Inspiring Young Readers

posted on 02 Nov 2021

Skellig by David Almond

When I picked up Skellig to read it again after what felt like a very long time, I was astonished to discover that its original publication date was 1998 -  and after rereading it, I find that original release date even more remarkable. Skellig, like other classic children’s novels, seems to be completely timeless and so skilfully written that the simple classification of it as a ‘children’s novel’ seems clumsy and crass.

This is a novel of great beauty and sensitivity that defies entirely logical or rational explanation but is, at the same time, tuned into the very real anxieties of its central 10 year old protagonist. Michael and his family have just moved into a somewhat dilapidated house, dragging him away from his friends and the neighbourhood he grew up in. Although he still goes to the same school, it’s a long journey across town and he feels detached from his mates. To make matters worse, his baby sister has just been born but she’s critically ill, constantly in and out of hospital – a situation that gets gradually worse and colours the relationship Michael has with his mom and dad.

In a ruined shed at the bottom of the garden that’s in danger of falling down, Michael stumbles on the filthy, emaciated figure of someone living in the detritus at the end of the shed – a figure he would later discover is called Skellig. Skellig himself seems close to death and living on insects and scraps of thrown-away Chinese meals that the previous house-owner used to order.

At first Michael thinks he might have made this mysterious character up – especially when he discovers what seems to be wings on the man’s bony back. But when he meets Mina, a young girl who is his new next door neighbour, he takes her to meet Skellig and establishes that he is real.

Mina turns out to be nearly as extraordinary as Skellig. She is home-schooled by her widowed mother, an artist, and seems to know lots about all sorts of things. She’s committed to the mysteries of nature and the beauty in the world – and is a great disciple of William Blake and Blake’s visions of the hidden mysteries of the world. The football-loving, very real-world Michael finds all of this quite a revelation.

As the two children care for and look after Skellig, his strength grows and he begins to reveal mysterious powers that Michael draws on as the crisis with his new little sister deepens. In the end Skellig will leave the two children and move to somewhere else but not before he has changed their lives. Just what is his role in Michael’s little sister’s recovery? We’re not told but we know he had something to do with it.

Reviewing the book, the Kirkus website puts it this way:

“The author creates a mysterious link between Skellig and the infant, then ends with proper symmetry, sending the former, restored, winging away as the latter comes home from the hospital.”

Michael can return to school and to his old friends and to his football – but he’s a very different boy now than he was at the start of the book. He also now has the extraordinary Mina as his friend.

In the anniversary edition of the book that I have just read there is a short essay about the book by David Almond in which he explains that the mystery of Skellig has no answers. The author doesn’t know what or who Skellig was, where he came from or where he went – he is part of the infinite mysteries and wonders the world has in store if you are able to be open and use your sense of wonder and imagination.

Copies can be easily obtained in paperback for very little and it’s a book that should be on everyone’s shelves.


WHAT YOU WILL DO: From the entries that follow, report every line in which "bass" occurs.

SUPPLIED INFORMATION:
☆ ☆ ☆
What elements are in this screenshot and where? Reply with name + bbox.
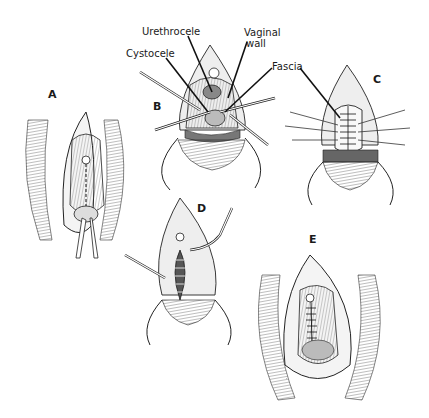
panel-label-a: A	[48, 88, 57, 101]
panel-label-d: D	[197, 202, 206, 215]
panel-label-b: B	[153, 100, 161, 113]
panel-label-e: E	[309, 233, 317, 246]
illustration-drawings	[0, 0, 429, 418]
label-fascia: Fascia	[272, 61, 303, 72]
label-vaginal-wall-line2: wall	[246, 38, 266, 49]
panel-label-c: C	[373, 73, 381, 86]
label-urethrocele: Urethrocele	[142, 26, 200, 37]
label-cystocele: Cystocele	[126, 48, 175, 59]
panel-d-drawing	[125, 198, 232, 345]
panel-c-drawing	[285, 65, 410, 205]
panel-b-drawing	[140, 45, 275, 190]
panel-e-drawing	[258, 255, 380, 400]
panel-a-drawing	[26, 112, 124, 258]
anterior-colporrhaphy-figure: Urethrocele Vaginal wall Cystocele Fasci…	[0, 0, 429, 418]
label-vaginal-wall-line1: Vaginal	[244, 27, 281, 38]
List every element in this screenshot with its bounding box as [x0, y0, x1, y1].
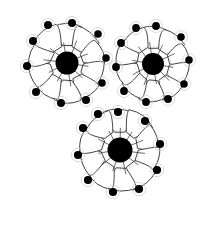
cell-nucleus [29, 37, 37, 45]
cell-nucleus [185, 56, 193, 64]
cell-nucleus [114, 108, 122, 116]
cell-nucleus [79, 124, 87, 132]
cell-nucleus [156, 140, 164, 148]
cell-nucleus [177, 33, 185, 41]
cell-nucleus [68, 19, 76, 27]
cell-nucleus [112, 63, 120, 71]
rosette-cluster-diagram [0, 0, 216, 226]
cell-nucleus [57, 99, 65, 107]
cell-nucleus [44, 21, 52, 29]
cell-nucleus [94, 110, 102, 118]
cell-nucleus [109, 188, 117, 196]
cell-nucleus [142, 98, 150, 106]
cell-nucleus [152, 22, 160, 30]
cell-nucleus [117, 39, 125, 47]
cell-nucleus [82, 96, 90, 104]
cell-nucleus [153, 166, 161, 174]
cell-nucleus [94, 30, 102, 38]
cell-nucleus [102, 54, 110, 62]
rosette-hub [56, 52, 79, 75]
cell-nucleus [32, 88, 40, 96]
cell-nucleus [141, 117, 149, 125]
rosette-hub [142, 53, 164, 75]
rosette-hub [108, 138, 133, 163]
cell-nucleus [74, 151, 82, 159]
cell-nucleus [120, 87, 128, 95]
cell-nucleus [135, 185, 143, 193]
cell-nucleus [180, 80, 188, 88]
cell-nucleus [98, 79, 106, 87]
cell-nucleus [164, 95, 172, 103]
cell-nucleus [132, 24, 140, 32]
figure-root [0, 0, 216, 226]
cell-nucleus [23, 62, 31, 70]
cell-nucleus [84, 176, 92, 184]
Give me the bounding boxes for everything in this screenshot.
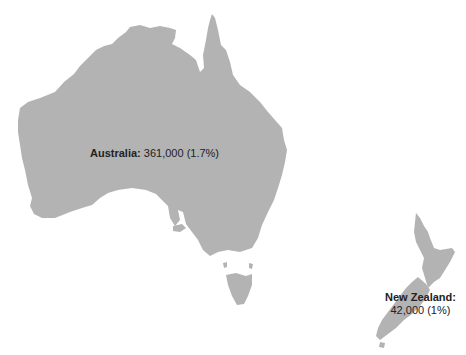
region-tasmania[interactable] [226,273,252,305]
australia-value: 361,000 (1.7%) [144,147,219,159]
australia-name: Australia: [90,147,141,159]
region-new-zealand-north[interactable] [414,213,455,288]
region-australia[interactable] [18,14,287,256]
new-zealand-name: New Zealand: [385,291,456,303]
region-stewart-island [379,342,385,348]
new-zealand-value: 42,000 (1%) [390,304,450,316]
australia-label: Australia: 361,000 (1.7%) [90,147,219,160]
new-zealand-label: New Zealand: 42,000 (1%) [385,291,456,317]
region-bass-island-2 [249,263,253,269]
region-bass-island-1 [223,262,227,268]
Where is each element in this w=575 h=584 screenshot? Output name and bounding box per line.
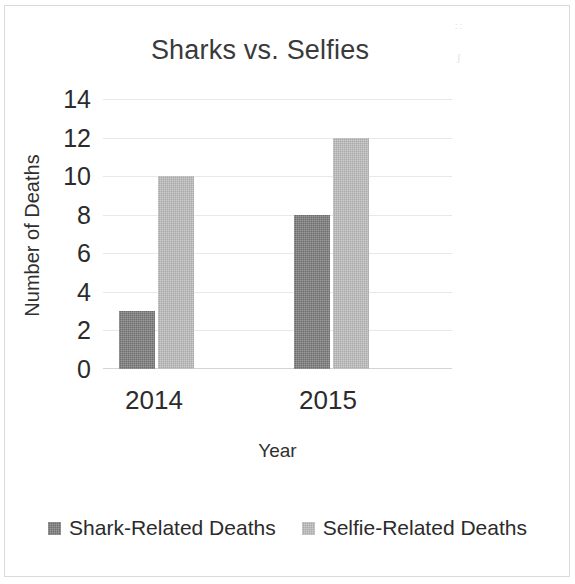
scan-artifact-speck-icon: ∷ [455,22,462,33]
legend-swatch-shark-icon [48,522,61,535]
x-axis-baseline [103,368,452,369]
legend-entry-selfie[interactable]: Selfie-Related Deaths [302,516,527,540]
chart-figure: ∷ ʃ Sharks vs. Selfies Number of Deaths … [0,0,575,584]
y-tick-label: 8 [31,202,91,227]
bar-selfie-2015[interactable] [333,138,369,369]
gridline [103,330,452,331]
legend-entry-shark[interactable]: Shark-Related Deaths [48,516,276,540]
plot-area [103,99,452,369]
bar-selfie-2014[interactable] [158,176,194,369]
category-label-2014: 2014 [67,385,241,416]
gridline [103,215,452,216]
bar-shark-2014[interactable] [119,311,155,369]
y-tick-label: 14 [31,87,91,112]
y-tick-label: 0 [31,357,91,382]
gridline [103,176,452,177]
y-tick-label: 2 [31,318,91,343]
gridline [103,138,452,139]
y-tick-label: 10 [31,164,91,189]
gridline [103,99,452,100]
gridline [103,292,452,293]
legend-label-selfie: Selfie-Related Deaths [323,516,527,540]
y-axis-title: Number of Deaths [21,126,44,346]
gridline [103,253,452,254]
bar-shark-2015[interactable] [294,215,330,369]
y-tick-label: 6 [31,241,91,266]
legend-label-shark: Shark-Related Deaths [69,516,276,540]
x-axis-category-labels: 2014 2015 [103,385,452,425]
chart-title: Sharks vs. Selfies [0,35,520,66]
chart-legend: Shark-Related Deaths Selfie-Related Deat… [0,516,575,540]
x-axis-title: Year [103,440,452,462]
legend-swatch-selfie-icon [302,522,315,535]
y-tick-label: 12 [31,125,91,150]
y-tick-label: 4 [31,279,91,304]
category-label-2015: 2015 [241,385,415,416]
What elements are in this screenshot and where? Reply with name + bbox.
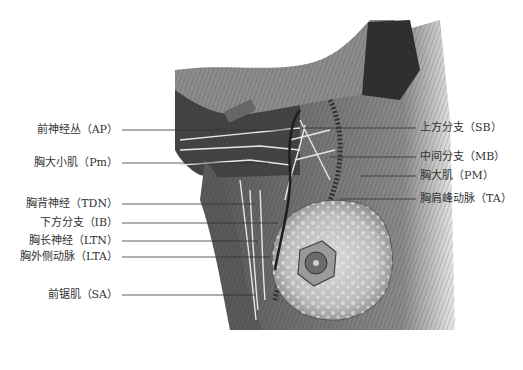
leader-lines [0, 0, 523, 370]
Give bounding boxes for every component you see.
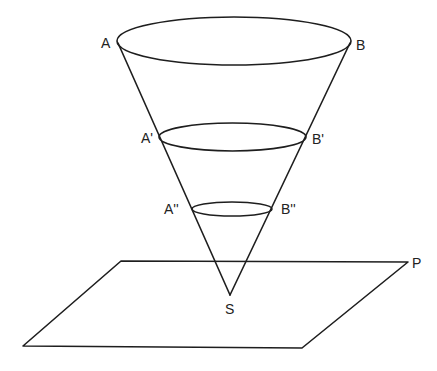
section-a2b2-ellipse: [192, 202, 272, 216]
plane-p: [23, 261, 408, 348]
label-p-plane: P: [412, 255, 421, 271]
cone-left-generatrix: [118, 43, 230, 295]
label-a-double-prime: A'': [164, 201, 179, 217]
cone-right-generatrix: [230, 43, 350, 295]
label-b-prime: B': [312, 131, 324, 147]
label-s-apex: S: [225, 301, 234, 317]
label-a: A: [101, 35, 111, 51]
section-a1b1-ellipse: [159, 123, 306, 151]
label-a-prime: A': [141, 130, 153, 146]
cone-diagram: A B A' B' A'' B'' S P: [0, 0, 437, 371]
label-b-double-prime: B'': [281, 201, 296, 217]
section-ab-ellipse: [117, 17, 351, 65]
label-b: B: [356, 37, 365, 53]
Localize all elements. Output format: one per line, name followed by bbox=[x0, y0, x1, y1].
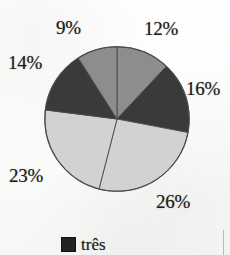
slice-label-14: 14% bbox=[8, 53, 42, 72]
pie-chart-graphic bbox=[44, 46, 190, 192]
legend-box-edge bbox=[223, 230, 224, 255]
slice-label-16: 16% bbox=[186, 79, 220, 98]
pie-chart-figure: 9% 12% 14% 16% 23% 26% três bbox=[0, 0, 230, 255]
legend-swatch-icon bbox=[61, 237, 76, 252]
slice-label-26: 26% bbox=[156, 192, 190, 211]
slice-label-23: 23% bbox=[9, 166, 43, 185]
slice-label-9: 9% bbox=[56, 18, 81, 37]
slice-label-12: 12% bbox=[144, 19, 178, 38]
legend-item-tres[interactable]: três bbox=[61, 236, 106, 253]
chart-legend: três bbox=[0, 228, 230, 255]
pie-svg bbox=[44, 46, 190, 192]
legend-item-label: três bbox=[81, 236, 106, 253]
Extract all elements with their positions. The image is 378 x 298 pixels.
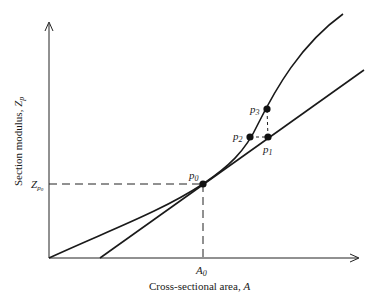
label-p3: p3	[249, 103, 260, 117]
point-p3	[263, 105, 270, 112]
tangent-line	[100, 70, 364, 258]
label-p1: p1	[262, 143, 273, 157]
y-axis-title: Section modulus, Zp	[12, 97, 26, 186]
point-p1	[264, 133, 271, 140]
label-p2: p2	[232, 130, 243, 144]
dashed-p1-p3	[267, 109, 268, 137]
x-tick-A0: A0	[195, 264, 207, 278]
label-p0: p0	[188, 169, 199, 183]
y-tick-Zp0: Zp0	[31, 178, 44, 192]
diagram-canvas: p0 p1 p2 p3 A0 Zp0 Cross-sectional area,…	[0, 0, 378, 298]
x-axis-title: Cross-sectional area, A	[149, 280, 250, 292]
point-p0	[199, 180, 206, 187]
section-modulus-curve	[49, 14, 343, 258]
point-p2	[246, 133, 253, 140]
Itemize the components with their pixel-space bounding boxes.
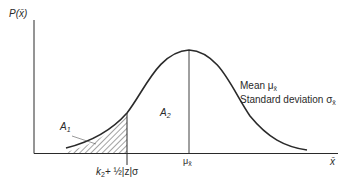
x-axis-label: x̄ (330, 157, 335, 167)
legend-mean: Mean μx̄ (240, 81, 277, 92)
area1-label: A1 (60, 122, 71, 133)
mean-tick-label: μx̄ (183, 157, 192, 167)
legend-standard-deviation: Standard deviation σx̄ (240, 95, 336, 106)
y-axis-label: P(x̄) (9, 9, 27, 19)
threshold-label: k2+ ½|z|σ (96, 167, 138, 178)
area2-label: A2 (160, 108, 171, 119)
☆ ☆ ☆
ANSWER FOR THE TASK:
region-bass-island-2 [249,263,253,269]
region-bass-island-1 [223,262,227,268]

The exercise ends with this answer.